In June 2009, SAW Video commissioned seven media artists to create new video works from public domain materials in the film/video/audio collection at Library and Archives Canada. The result is Public Domain, a program of six new videos that premiered in Ottawa June 23rd, 2010 and will tour across North America and Europe in 2011-12.
The range of mid-career and established media artists selected for this project represent a broad cross-section of media artists working in Canada. Bringing critical perspectives to bear on their found materials, the artists mine the nature of the image for its visual, narrative, mnemonic and evocative potential. While some of the resulting videos highlight the fragility and disappearance of images, others focus on their renaissance through recontextualization.
Following two screenings at the prestigious Festival international des films sur l’art (FIFA) in Montreal and at FACT in Liverpool, the long awaited tour of the commissioning program gets underway this fall [2011] with stops at six cities in Canada, the USA, and the UK.
The seven artists chosen to participate in the Public Domain project bring a range of approaches and artistic styles. Steve Reinke (Chicago/Toronto), already known for the use of archival documents in his video essays, transgresses the nature of the archival images he employs by giving them new context and meaning using a voice-over narrative. Sara Angelucci (Toronto) links the fragility and physical evanescence of the image with the volatility of memory and identity. Maureen Bradley (Victoria) employs a feminist and political approach in the form of essays which join the force of documentary images with a kind of personal docu-fiction. Gennaro de Pasquale (Montreal) collects images and sounds from multiple sources, which he then assembles in video collages according to their formal and semantic properties. Suzan Vachon (Montreal) gleans the archival collection looking for images with oneiric and evocative possibilities which she incorporates into her lyrical essay.

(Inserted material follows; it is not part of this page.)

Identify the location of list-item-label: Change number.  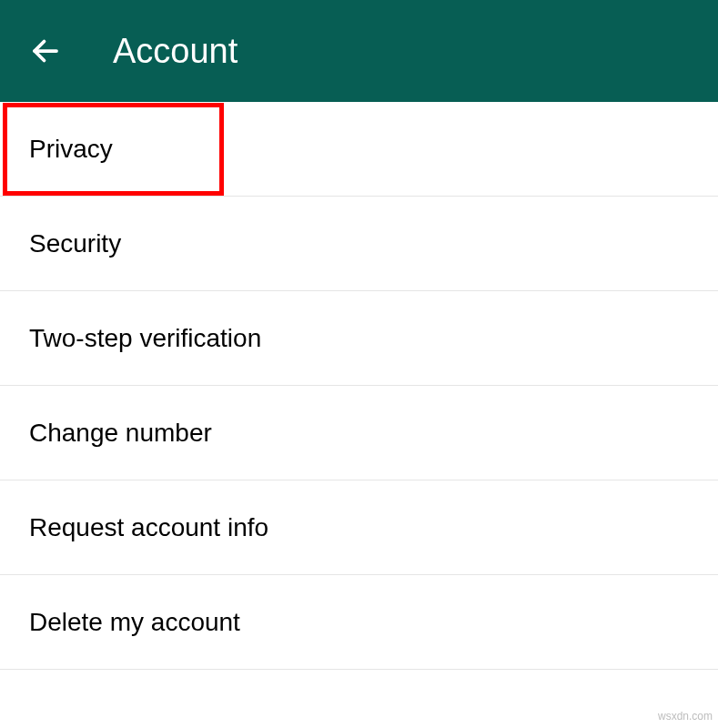
(120, 433).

The artistic duo Véronique Couillard and Ryan Stec (Ottawa) are particularly interested in the graphic qualities of analogue images, which they manipulate digitally using a process of live retouching and mixing that imparts a new rhythm and nature to the images.
Each night of the tour, one Public Domain artist will be on hand to discuss their work and the project with audience members.

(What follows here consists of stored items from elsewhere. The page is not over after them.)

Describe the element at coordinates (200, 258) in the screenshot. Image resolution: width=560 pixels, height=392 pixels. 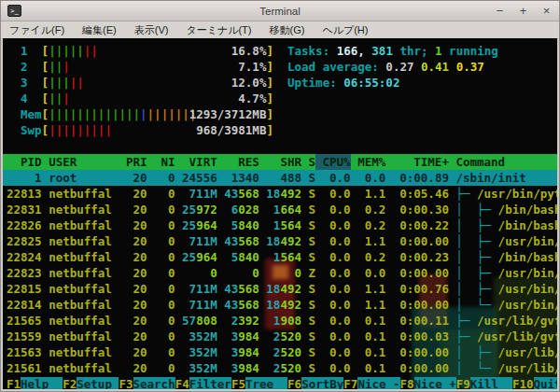
I see `cell-virt: 25964` at that location.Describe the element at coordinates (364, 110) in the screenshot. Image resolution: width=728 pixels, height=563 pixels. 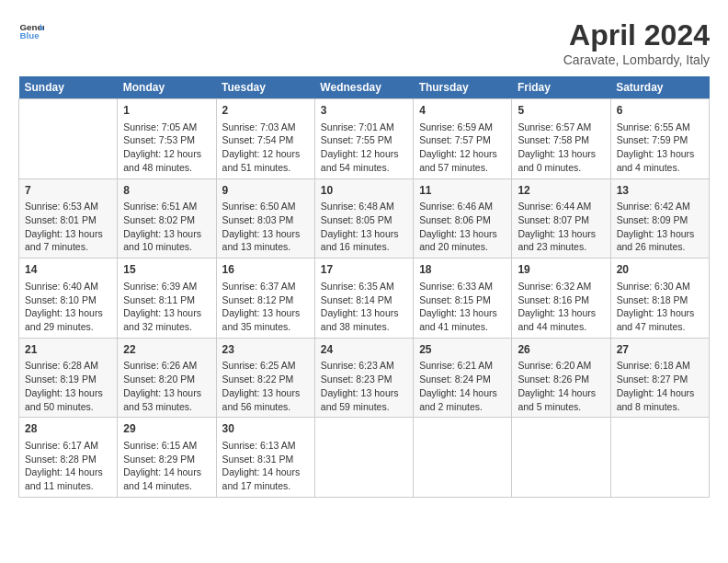
I see `day-number: 3` at that location.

More screenings are being planned for 2012.
Softcover book (126 pages) – $15.00 CDN
Public Domain originated as a video commissioning project of SAW Video in 2009. Seven artists from across Canada were selected to create new videos using materials held in the collection of Library and Archives Canada. SAW Video is proud to present the new Public Domain book, the media art centre’s first ever full-length publication featuring new critical pieces from the Public Domain artists and new essays from archivist Caroline Forcier-Holloway and noted UK scholar Sarah Cook.